Defenders of AI detection argue that some tool is needed to preserve academic integrity, and that the alternatives (assessment reform, honor codes) are either inadequate or require resources most institutions cannot muster. The Skenazy-adjacent response is that flawed tools are worse than imperfect alternatives, because the tools produce specific harms to specific students while failing at their stated purpose.
The technical case against AI detection software is decisive: the tools were unreliable (80% right), systematically biased (90% right), and deployed without adequate procedural protections (100% right). The Skenazy diagnosis of safety theater is accurate when the question is "did these specific tools work as advertised?" They did not. The harms to falsely accused students were real, measurable, and fell along predictable demographic lines.
But the institutional necessity claim shifts the question to "what maintains academic standards when detection fails?" Here the weighting reverses. Assessment reform is the right answer in principle (100% right as goal), but institutions' actual capacity to execute it at speed is limited (perhaps 40% adequate in practice by 2026). The gap between ideal and implementation is not Skenazy's concern — her framework addresses the harms of the tool that exists, not the harms of the tool's absence. But for institutions, the gap is the whole problem. The choice is not between flawed detection and good assessment; it is between flawed detection and no mechanism at all.
The synthesis the topic requires is temporal: AI detection software was the wrong tool, correctly abandoned, whose failure clarifies the real work.
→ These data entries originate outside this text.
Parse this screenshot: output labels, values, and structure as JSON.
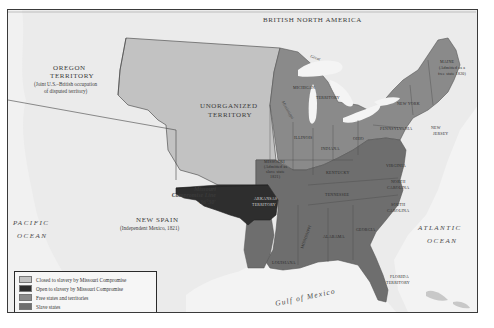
{
  "map": {
    "colors": {
      "background": "#ebebeb",
      "closed_to_slavery": "#c2c2c2",
      "open_to_slavery": "#2e2e2e",
      "free_states": "#8a8a8a",
      "slave_states": "#6e6e6e",
      "water": "#f4f4f4",
      "frame": "#3a3a3a"
    },
    "regions": {
      "british_north_america": "BRITISH NORTH AMERICA",
      "oregon_title_1": "OREGON",
      "oregon_title_2": "TERRITORY",
      "oregon_sub_1": "(Joint U.S.–British occupation",
      "oregon_sub_2": "of disputed territory)",
      "unorganized_1": "UNORGANIZED",
      "unorganized_2": "TERRITORY",
      "new_spain": "NEW SPAIN",
      "new_spain_sub": "(Independent Mexico, 1821)"
    },
    "missouri_compromise_line": {
      "line1": "Missouri",
      "line2": "Compromise Line",
      "line3": "36°30′"
    },
    "oceans": {
      "pacific_1": "PACIFIC",
      "pacific_2": "OCEAN",
      "atlantic_1": "ATLANTIC",
      "atlantic_2": "OCEAN",
      "gulf": "Gulf of Mexico"
    },
    "lakes": {
      "superior": "Great",
      "michigan_river": "Mississippi"
    },
    "states": {
      "maine_1": "MAINE",
      "maine_2": "(Admitted as a",
      "maine_3": "free state 1820)",
      "new_york": "NEW YORK",
      "pennsylvania": "PENNSYLVANIA",
      "new_jersey_1": "NEW",
      "new_jersey_2": "JERSEY",
      "michigan_1": "MICHIGAN",
      "michigan_2": "TERRITORY",
      "illinois": "ILLINOIS",
      "indiana": "INDIANA",
      "ohio": "OHIO",
      "missouri_1": "MISSOURI",
      "missouri_2": "(Admitted as",
      "missouri_3": "slave state",
      "missouri_4": "1821)",
      "kentucky": "KENTUCKY",
      "virginia": "VIRGINIA",
      "north_carolina_1": "NORTH",
      "north_carolina_2": "CAROLINA",
      "tennessee": "TENNESSEE",
      "south_carolina_1": "SOUTH",
      "south_carolina_2": "CAROLINA",
      "arkansas_1": "ARKANSAS",
      "arkansas_2": "TERRITORY",
      "mississippi": "MISSISSIPPI",
      "alabama": "ALABAMA",
      "georgia": "GEORGIA",
      "louisiana": "LOUISIANA",
      "florida_1": "FLORIDA",
      "florida_2": "TERRITORY"
    },
    "legend": [
      {
        "label": "Closed to slavery by Missouri Compromise",
        "color": "#c2c2c2"
      },
      {
        "label": "Open to slavery by Missouri Compromise",
        "color": "#2e2e2e"
      },
      {
        "label": "Free states and territories",
        "color": "#8a8a8a"
      },
      {
        "label": "Slave states",
        "color": "#6e6e6e"
      }
    ]
  }
}
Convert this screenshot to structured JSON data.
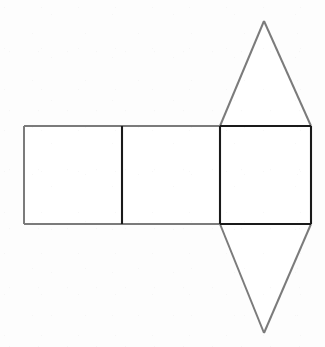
{
  "figure": {
    "canvas": {
      "width": 325,
      "height": 347,
      "background_color": "#fdfdfd"
    },
    "colors": {
      "light_edge": "#7b7b7b",
      "dark_edge": "#1a1a1a",
      "face_fill": "#ffffff"
    },
    "stroke_widths": {
      "light_edge": 2,
      "dark_edge": 2.1
    },
    "geometry": {
      "rect_top_y": 126,
      "rect_bottom_y": 224,
      "x_left": 24,
      "x_div1": 122,
      "x_div2": 220,
      "x_right": 311,
      "apex_top": {
        "x": 264,
        "y": 21
      },
      "apex_bottom": {
        "x": 264,
        "y": 333
      }
    },
    "shapes": [
      {
        "id": "rect-left",
        "name": "left-rectangle",
        "kind": "rectangle",
        "points": "24,126 122,126 122,224 24,224",
        "edge_style": "light"
      },
      {
        "id": "rect-middle",
        "name": "middle-rectangle",
        "kind": "rectangle",
        "points": "122,126 220,126 220,224 122,224",
        "edge_style": "light"
      },
      {
        "id": "rect-right",
        "name": "right-rectangle",
        "kind": "rectangle",
        "points": "220,126 311,126 311,224 220,224",
        "edge_style": "dark"
      },
      {
        "id": "tri-top",
        "name": "top-triangle",
        "kind": "triangle",
        "points": "220,126 311,126 264,21",
        "edge_style": "light"
      },
      {
        "id": "tri-bottom",
        "name": "bottom-triangle",
        "kind": "triangle",
        "points": "220,224 311,224 264,333",
        "edge_style": "light"
      }
    ],
    "edges": [
      {
        "id": "edge-left-outer",
        "name": "left-rectangle-left-edge",
        "d": "M 24,126 L 24,224",
        "style": "light"
      },
      {
        "id": "edge-top-left-span",
        "name": "left-rectangle-top-edge",
        "d": "M 24,126 L 122,126",
        "style": "light"
      },
      {
        "id": "edge-bottom-left-span",
        "name": "left-rectangle-bottom-edge",
        "d": "M 24,224 L 122,224",
        "style": "light"
      },
      {
        "id": "edge-div1",
        "name": "first-divider-edge",
        "d": "M 122,126 L 122,224",
        "style": "dark"
      },
      {
        "id": "edge-top-mid-span",
        "name": "middle-rectangle-top-edge",
        "d": "M 122,126 L 220,126",
        "style": "light"
      },
      {
        "id": "edge-bottom-mid-span",
        "name": "middle-rectangle-bottom-edge",
        "d": "M 122,224 L 220,224",
        "style": "light"
      },
      {
        "id": "edge-div2",
        "name": "second-divider-edge",
        "d": "M 220,126 L 220,224",
        "style": "dark"
      },
      {
        "id": "edge-top-right-span",
        "name": "right-rectangle-top-edge",
        "d": "M 220,126 L 311,126",
        "style": "dark"
      },
      {
        "id": "edge-bottom-right-span",
        "name": "right-rectangle-bottom-edge",
        "d": "M 220,224 L 311,224",
        "style": "dark"
      },
      {
        "id": "edge-right-outer",
        "name": "right-rectangle-right-edge",
        "d": "M 311,126 L 311,224",
        "style": "dark"
      },
      {
        "id": "edge-tri-top-left",
        "name": "top-triangle-left-edge",
        "d": "M 220,126 L 264,21",
        "style": "light"
      },
      {
        "id": "edge-tri-top-right",
        "name": "top-triangle-right-edge",
        "d": "M 264,21 L 311,126",
        "style": "light"
      },
      {
        "id": "edge-tri-bottom-left",
        "name": "bottom-triangle-left-edge",
        "d": "M 220,224 L 264,333",
        "style": "light"
      },
      {
        "id": "edge-tri-bottom-right",
        "name": "bottom-triangle-right-edge",
        "d": "M 264,333 L 311,224",
        "style": "light"
      }
    ],
    "labels": []
  }
}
That work is not choosing between detection and reform but building institutional capacity for a new baseline: assignments that engage AI as material rather than forbid it as contamination, assessment that measures intellectual process rather than textual output, and standards that distinguish between AI use and AI dependence. Detection's collapse was necessary. What comes next is the actual question, and neither Skenazy's critique nor the institutional defense answer it. The answer is being built, slowly, by the faculty willing to redesign their courses from scratch.